The Stand director admits that it’s a “weird” time for this plague story
By Dan Selcke
The Stand, about a superflu that wipes out most of the world’s population, is coming to TV later this year. The timing is weird, for obvious reasons.
Later this year, CBS All Access will bring us a miniseries based on The Stand, Stephen King’s sweeping epic about a virus known as Captain Trips that wipes out most of humanity in the space of a month, save precious few who are immune. Society collapses, and those remaining gather into two groups: one led by the benevolent Mother Abigail (Whoopi Goldberg) and the other by the wicked, literally demonic Randall Flagg (Alexander Skarsgård).
The meat of The Stand is concerned with that good-vs-evil conflict, but the bit about the plague hits hard right now, when the world is dealing with a literal pandemic that has killed upwards of a million people. It’s a bit of a strange time to be telling this story, some that The New Mutants director Josh Boone — who executive produced and directed the pilot and finale of the new show — admitted to SyFy Wire.
“It is weird,” Boone laughed. “I got to bring a lot of amazing cast to the table and everything, but nobody thought a real pandemic was gonna happen. Obviously, what we’re living through is nowhere [near] what The Stand was, but the similarities are eerie in the same way that the kids in New Mutants [are] being quarantined and not able to get out.”
The cast is indeed great. In addition to Skarsgård and Goldberg, it also features James Marsden (Stu Redman), Amber Heard (Nadine Cross), Greg Kinnear (Glen Bateman), Henry Zaga (Nick Andros), and a lot more. The book has stood the test of time, too. “I think it’s one of the great American novels,” Boone said. “I think it’s sort of The Lord of the Rings, but in America. I’ve loved it my whole life [and] I carried it for many years to get it made — from Warner Bros. to CBS.”
Ah, but the question is whether people will feel comfortable watching a show like this in a time like this. Obviously we won’t know until it debuts, but there are actually indications that content about plagues and diseases has gone up since this whole mess began. For example, demand for the movie Contagion shot up right as things were really taking off.
I guess I’ll take a silver lining where I can find it.
The Stand debuts on December 17 on CBS All Access. Hopefully by then the idea of a massive plague story won’t sound quite so unsettling, if it even does.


* _TASK TO CARRY OUT_
Set down exactly the lines that run from the one containing "Detect person in this image." to the end of the material below, both included, without pictures.

(ENTRIES SUPPLIED begins)

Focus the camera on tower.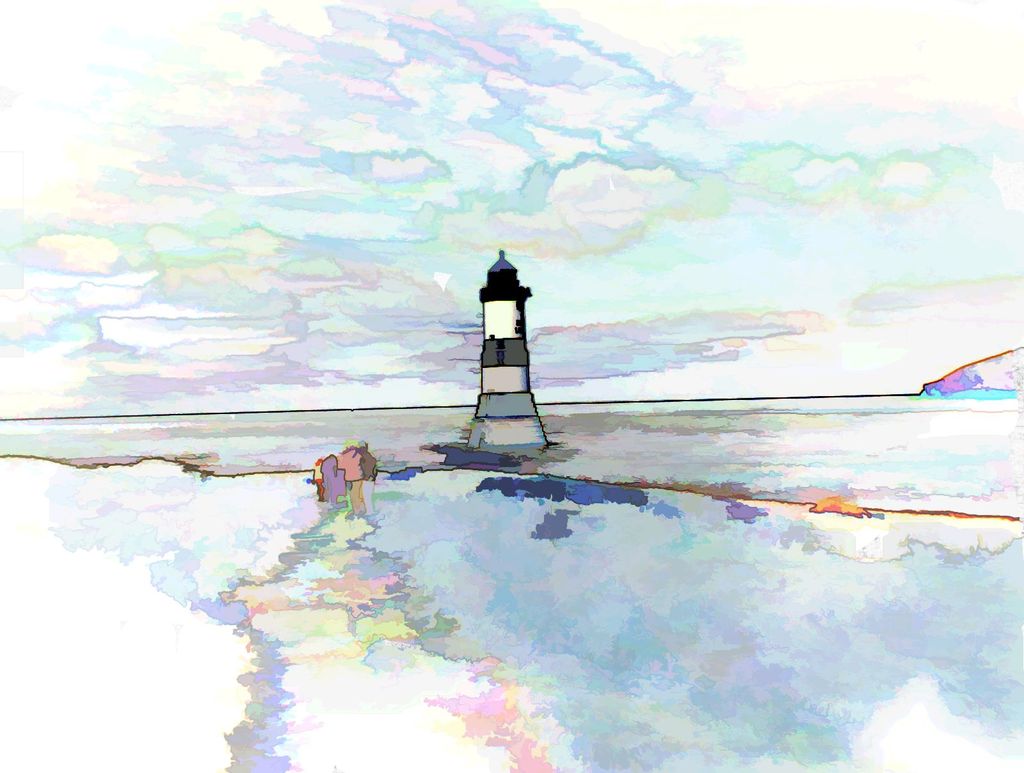
Focus region: (465, 248, 547, 450).
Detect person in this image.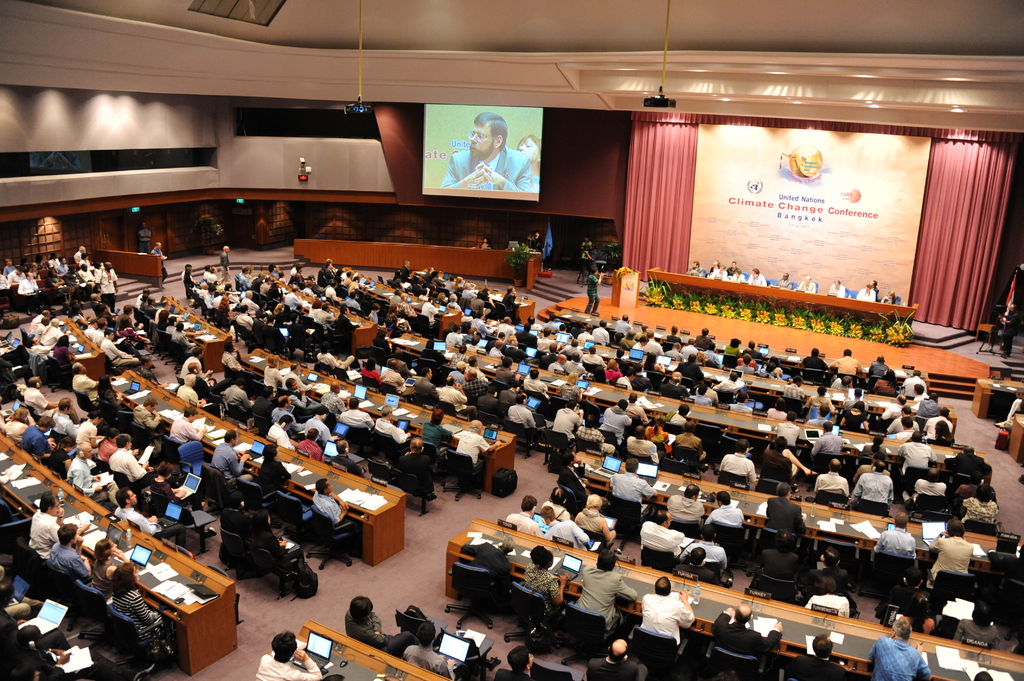
Detection: 865 620 929 680.
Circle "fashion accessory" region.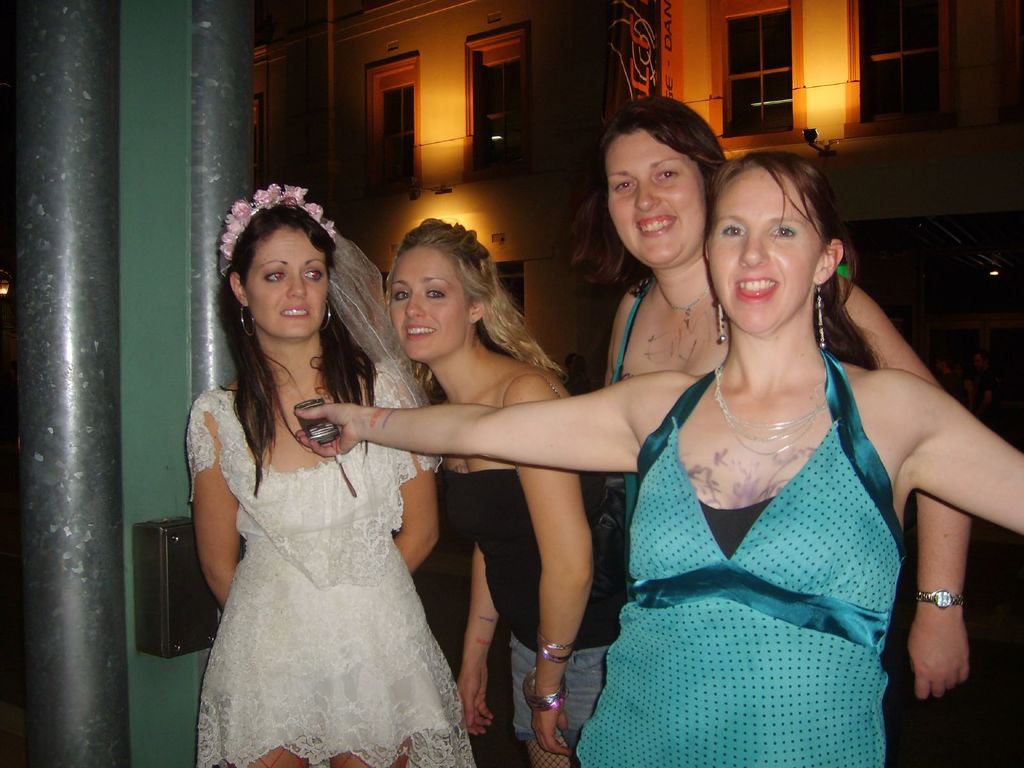
Region: pyautogui.locateOnScreen(280, 416, 354, 499).
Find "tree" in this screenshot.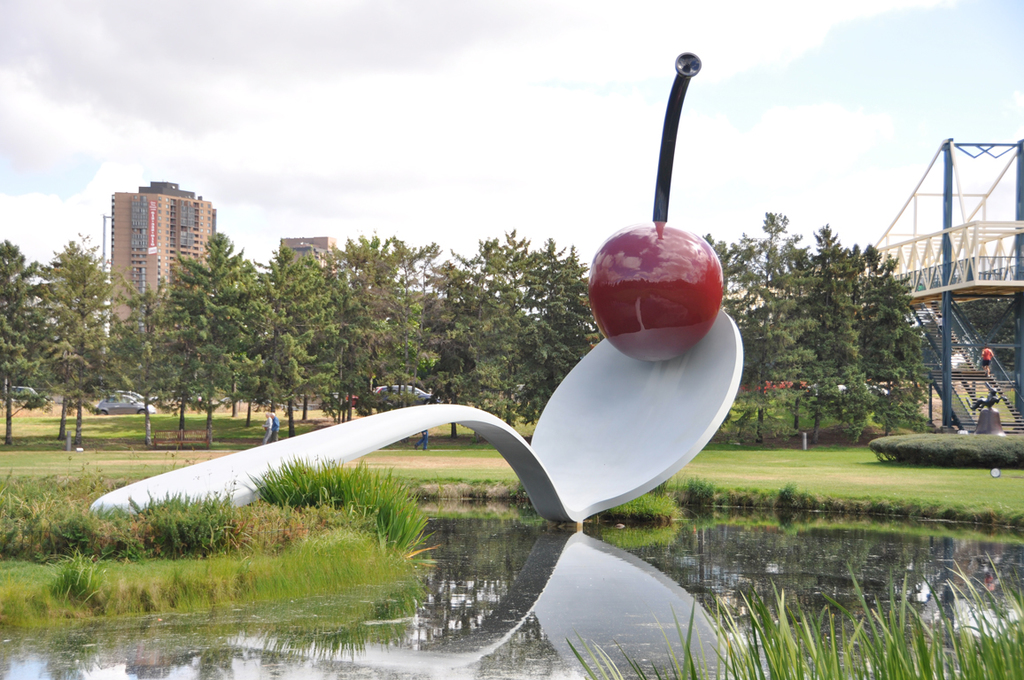
The bounding box for "tree" is {"x1": 16, "y1": 215, "x2": 125, "y2": 444}.
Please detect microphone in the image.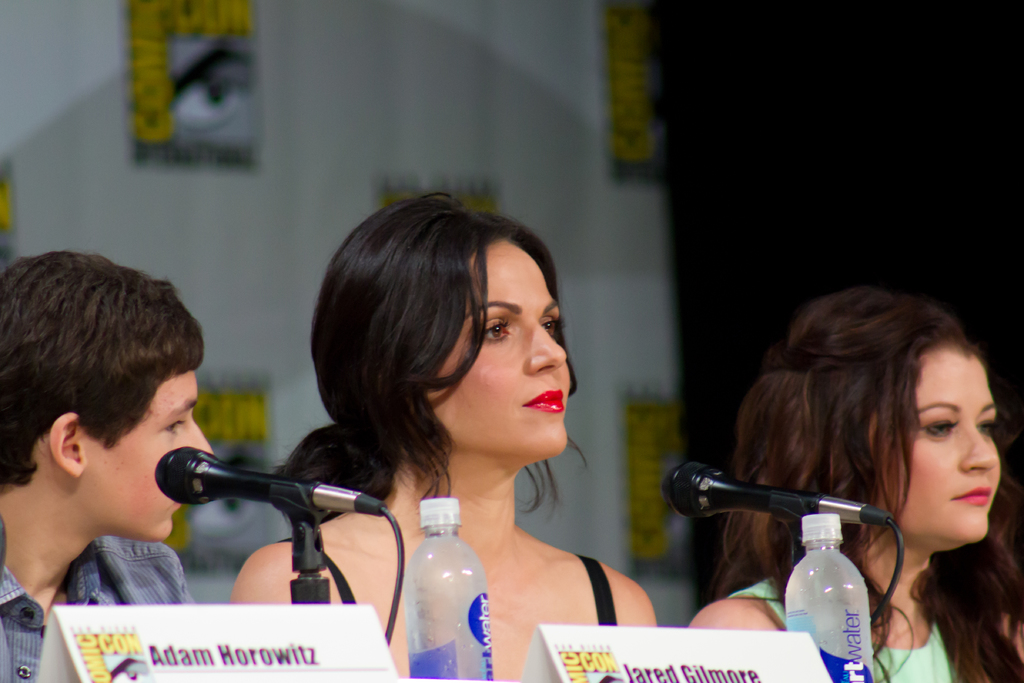
left=150, top=446, right=409, bottom=607.
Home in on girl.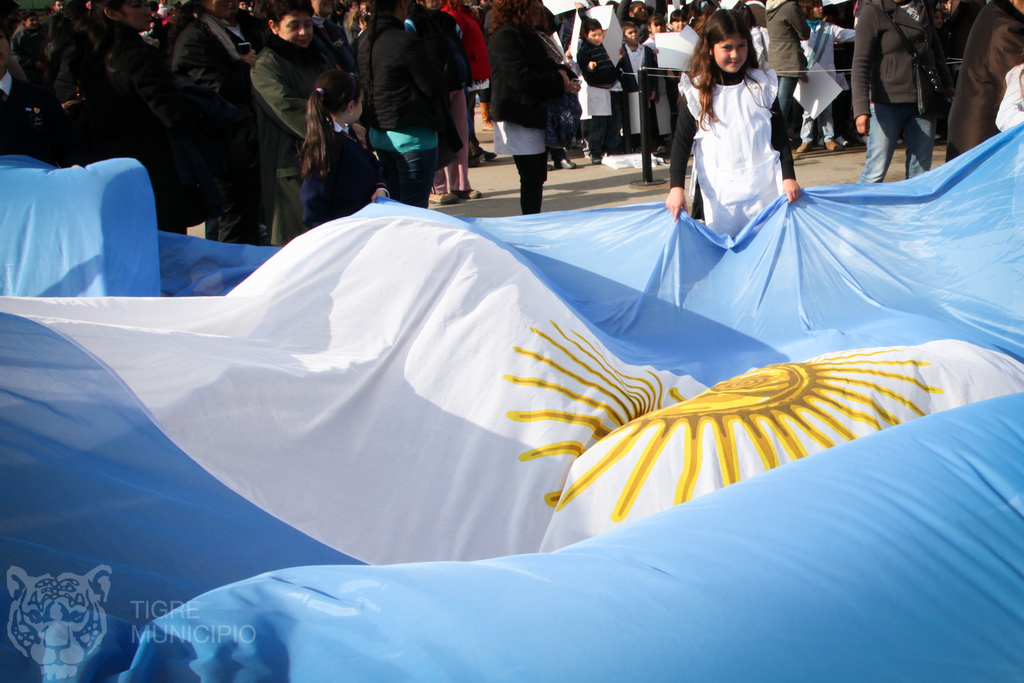
Homed in at x1=681, y1=16, x2=803, y2=256.
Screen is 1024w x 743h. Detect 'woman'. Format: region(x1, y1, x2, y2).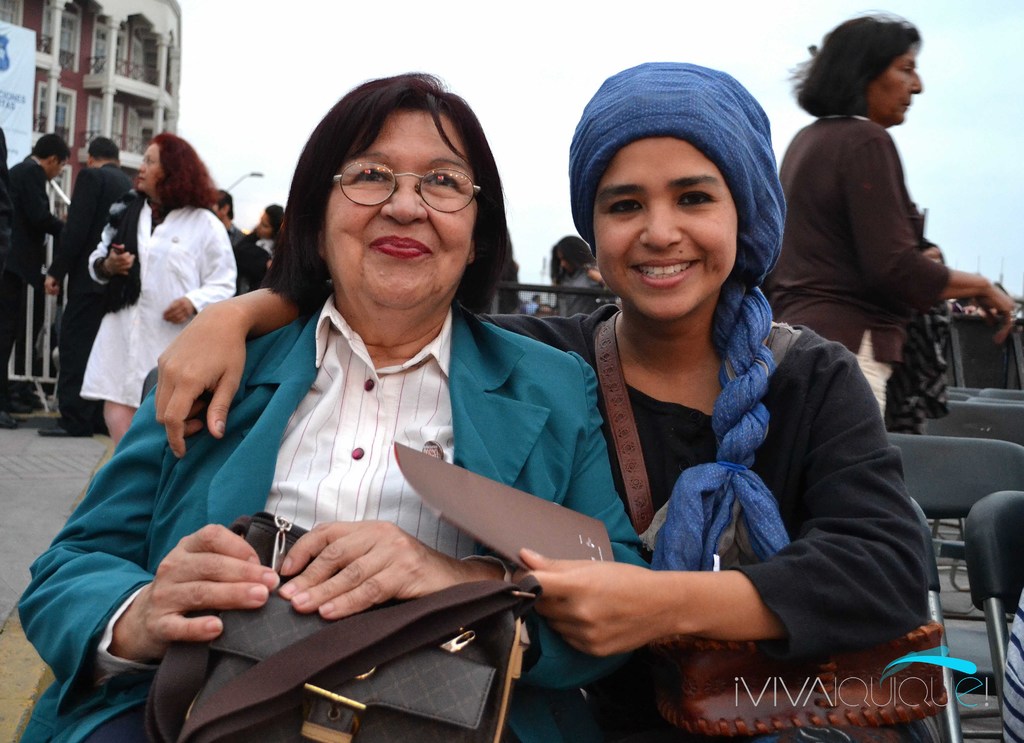
region(3, 63, 659, 742).
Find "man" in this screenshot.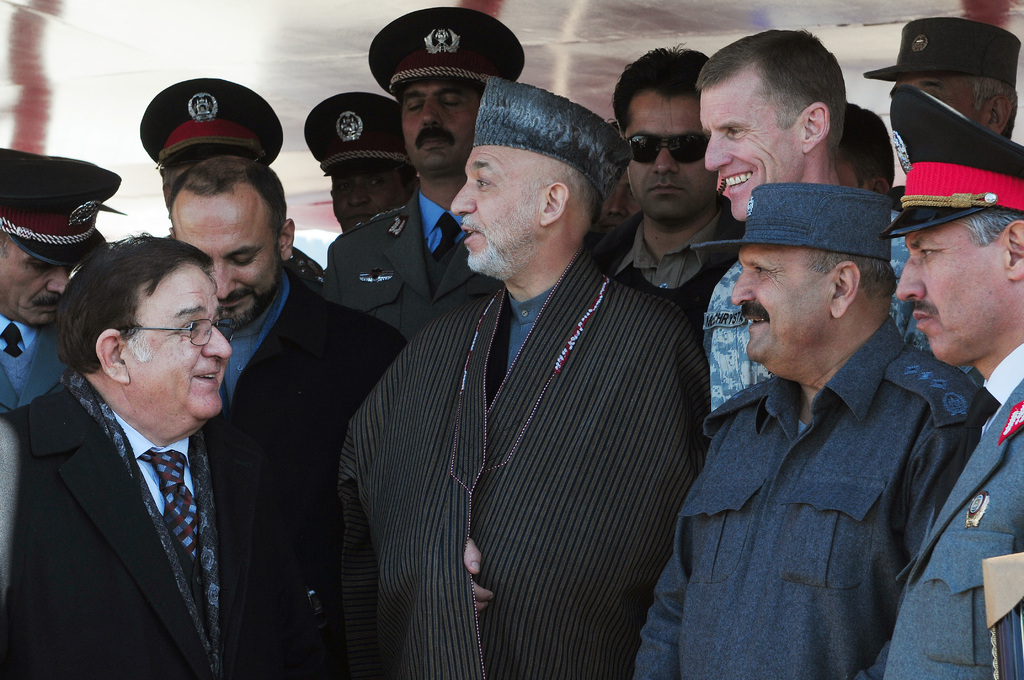
The bounding box for "man" is Rect(591, 40, 744, 348).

(ENTRIES SUPPLIED ends)

* _OUTPUT OF THE TASK_
Detect person in this image.
Detection: 865 620 929 680.
Circle "fashion accessory" region.
Region: pyautogui.locateOnScreen(280, 416, 354, 499).
Find "tree" in this screenshot.
The bounding box for "tree" is {"x1": 16, "y1": 215, "x2": 125, "y2": 444}.
Please detect microphone in the image.
left=150, top=446, right=409, bottom=607.
Home in on girl.
Homed in at x1=681, y1=16, x2=803, y2=256.
Screen is 1024w x 743h. Detect 'woman'. Format: region(x1, y1, x2, y2).
region(3, 63, 659, 742).
Find "man" in this screenshot.
The bounding box for "man" is Rect(591, 40, 744, 348).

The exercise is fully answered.